Kenneth Leighton is one of those
composers whose music has always appealed to me. Since hearing his Symphony No.1
at the City Hall in Glasgow on 2 February 1974, I have discovered a wide range
of his work, including organ, concerted, choral and chamber music. It has never
failed to please me. In 1969 Leighton won the Cobbett Medal for services to
chamber music. So, it may be unsurprising that his Fantasy on an American
Hymn Tune (1975) meets the requirements of Walter Wilson Cobbett’s once
prestigious Phantasy competitions – in virtually all except the spelling of the
title.
The tune that forms the basis of
this work is the hymn ‘The Shining River’, written by Pastor Robert Lowry
during a typhoid and cholera epidemic in Brooklyn. The sentiment of the words
is straightforward – “We are parting at the river of death: Shall we meet at
the river of life?” Lowry’s words and tune preface Leighton’s score. They give
a message of “universal hope and consolation transcending personal sadness.”
The formal structure of the Fantasy is slow-fast-slow-fast-slow. The rapid sections are intense and have been rightly described as “straining at an imaginative and emotional leash.” I must admit that the original tune is not obvious as the work progresses. In fact, it is not heard in its entirety until near the end. The mood of the music is tense from the first note to the last, with some, but not a lot, of consolation appearing in the final bars. On occasion, the ‘American’ connection if made apparent through ‘jazz riffs and breaks’ which lends excitement and pizzazz. This is balanced by some Ivesian slow sections that seem to have the music’s progress enveloped in mist. In the only recording of this work, the choristers of Wakefield Cathedral sing Lowry’s hymn before the work begins. It is a subtle and moving touch.
The Phantasy has been recorded on Prima Facie’s English Phantasies (PFNSCD019) played by the Tritium Trio. Other works on this album include clarinet trios by John Ireland, John McCabe and Giles Easterbrook.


## Work instructions
Search the records for the string "What" and return each line that has it.

## Records for processing
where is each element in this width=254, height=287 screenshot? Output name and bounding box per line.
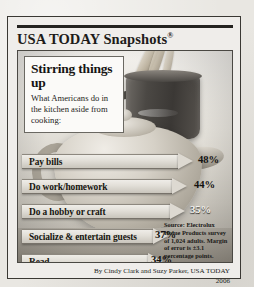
bar-track: Do work/homework — [22, 179, 172, 194]
bar-value: 35% — [190, 204, 211, 215]
bar: Do work/homework — [22, 179, 172, 194]
bar: Socialize & entertain guests — [22, 229, 153, 244]
bar-label: Pay bills — [22, 157, 62, 167]
mug-highlight — [138, 109, 178, 117]
bar-arrow-tip — [172, 178, 187, 194]
byline-credit: By Cindy Clark and Suzy Parker, USA TODA… — [94, 267, 230, 277]
headline-box: Stirring things up What Americans do in … — [24, 56, 124, 133]
source-note: Source: Electrolux Home Products survey … — [164, 221, 228, 260]
byline: By Cindy Clark and Suzy Parker, USA TODA… — [94, 267, 230, 286]
bar: Do a hobby or craft — [22, 204, 170, 219]
bar-track: Do a hobby or craft — [22, 204, 170, 219]
bar-label: Do work/homework — [22, 182, 107, 192]
bar-value: 48% — [198, 154, 219, 165]
page-title: Stirring things up — [31, 62, 118, 90]
infographic-frame: USA TODAY Snapshots® — [7, 16, 241, 279]
bar-label: Read — [22, 257, 49, 264]
mug-rim — [124, 70, 202, 82]
byline-year: 2006 — [94, 277, 230, 287]
brand-text: USA TODAY Snapshots — [17, 31, 167, 47]
bar-value: 44% — [194, 179, 215, 190]
subtitle: What Americans do in the kitchen aside f… — [31, 93, 118, 125]
bar: Read — [22, 254, 148, 263]
bar-arrow-tip — [170, 203, 185, 219]
table-row: Do work/homework 44% — [18, 176, 232, 201]
masthead-title: USA TODAY Snapshots® — [17, 28, 233, 48]
bar-track: Socialize & entertain guests — [22, 229, 153, 244]
masthead: USA TODAY Snapshots® — [17, 25, 233, 48]
registered-mark-icon: ® — [167, 31, 173, 40]
bar: Pay bills — [22, 154, 178, 169]
bar-label: Do a hobby or craft — [22, 207, 106, 217]
bar-label: Socialize & entertain guests — [22, 232, 137, 242]
scanned-clipping: USA TODAY Snapshots® — [0, 0, 254, 287]
table-row: Pay bills 48% — [18, 151, 232, 176]
bar-track: Read — [22, 254, 148, 263]
bar-track: Pay bills — [22, 154, 178, 169]
bar-arrow-tip — [178, 153, 193, 169]
chart-panel: Stirring things up What Americans do in … — [17, 50, 233, 263]
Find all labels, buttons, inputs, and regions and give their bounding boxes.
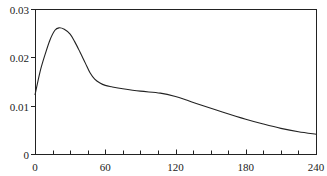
line-chart: 060120180240 00.010.020.03 <box>0 0 327 176</box>
x-tick-label: 60 <box>100 161 112 173</box>
x-tick-label: 0 <box>32 161 38 173</box>
plot-frame <box>36 10 317 155</box>
x-tick-label: 180 <box>238 161 255 173</box>
x-tick-label: 120 <box>167 161 184 173</box>
y-tick-label: 0 <box>24 149 30 161</box>
y-tick-label: 0.03 <box>10 4 30 16</box>
x-axis-ticks: 060120180240 <box>32 150 325 174</box>
y-tick-label: 0.01 <box>10 101 29 113</box>
x-tick-label: 240 <box>308 161 325 173</box>
y-axis-ticks: 00.010.020.03 <box>10 4 36 161</box>
y-tick-label: 0.02 <box>10 52 29 64</box>
data-curve <box>35 28 316 134</box>
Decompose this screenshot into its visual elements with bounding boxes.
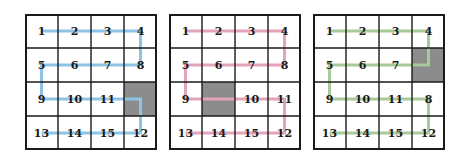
cell-label: 10 bbox=[244, 93, 260, 106]
cell-label: 13 bbox=[322, 127, 337, 140]
cell-label: 15 bbox=[388, 127, 403, 140]
cell-label: 4 bbox=[425, 25, 433, 38]
cell-label: 6 bbox=[359, 59, 367, 72]
cell-label: 2 bbox=[71, 25, 79, 38]
grid-panel-1: 123456789101113141512 bbox=[25, 14, 157, 150]
cell-label: 2 bbox=[359, 25, 367, 38]
cell-label: 5 bbox=[38, 59, 46, 72]
grid-2-svg: 123456789101113141512 bbox=[169, 14, 301, 150]
cell-label: 12 bbox=[277, 127, 292, 140]
cell-label: 6 bbox=[215, 59, 223, 72]
cell-label: 8 bbox=[425, 93, 433, 106]
cell-label: 3 bbox=[392, 25, 400, 38]
cell-label: 2 bbox=[215, 25, 223, 38]
cell-label: 3 bbox=[248, 25, 256, 38]
cell-label: 11 bbox=[100, 93, 115, 106]
cell-label: 10 bbox=[355, 93, 371, 106]
cell-label: 6 bbox=[71, 59, 79, 72]
cell-label: 15 bbox=[100, 127, 115, 140]
grid-3-svg: 123456791011813141512 bbox=[313, 14, 445, 150]
cell-label: 1 bbox=[38, 25, 46, 38]
cell-label: 7 bbox=[392, 59, 400, 72]
grid-1-svg: 123456789101113141512 bbox=[25, 14, 157, 150]
cell-label: 14 bbox=[355, 127, 371, 140]
cell-label: 5 bbox=[326, 59, 334, 72]
cell-label: 13 bbox=[34, 127, 49, 140]
cell-label: 15 bbox=[244, 127, 259, 140]
cell-label: 7 bbox=[248, 59, 256, 72]
cell-label: 13 bbox=[178, 127, 193, 140]
cell-label: 9 bbox=[38, 93, 46, 106]
cell-label: 10 bbox=[67, 93, 83, 106]
cell-label: 12 bbox=[133, 127, 148, 140]
cell-label: 14 bbox=[67, 127, 83, 140]
cell-label: 8 bbox=[281, 59, 289, 72]
cell-label: 4 bbox=[281, 25, 289, 38]
cell-label: 1 bbox=[182, 25, 190, 38]
cell-label: 12 bbox=[421, 127, 436, 140]
grid-panel-2: 123456789101113141512 bbox=[169, 14, 301, 150]
cell-label: 7 bbox=[104, 59, 112, 72]
cell-label: 5 bbox=[182, 59, 190, 72]
cell-label: 9 bbox=[326, 93, 334, 106]
cell-label: 11 bbox=[388, 93, 403, 106]
cell-label: 1 bbox=[326, 25, 334, 38]
cell-label: 9 bbox=[182, 93, 190, 106]
grid-panel-3: 123456791011813141512 bbox=[313, 14, 445, 150]
cell-label: 4 bbox=[137, 25, 145, 38]
cell-label: 11 bbox=[277, 93, 292, 106]
cell-label: 3 bbox=[104, 25, 112, 38]
cell-label: 8 bbox=[137, 59, 145, 72]
cell-label: 14 bbox=[211, 127, 227, 140]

## Exercise answer
headline-box: Stirring things up What Americans do in … — [24, 56, 124, 133]
subtitle: What Americans do in the kitchen aside f… — [31, 93, 118, 125]
chart-panel: Stirring things up What Americans do in … — [17, 50, 233, 263]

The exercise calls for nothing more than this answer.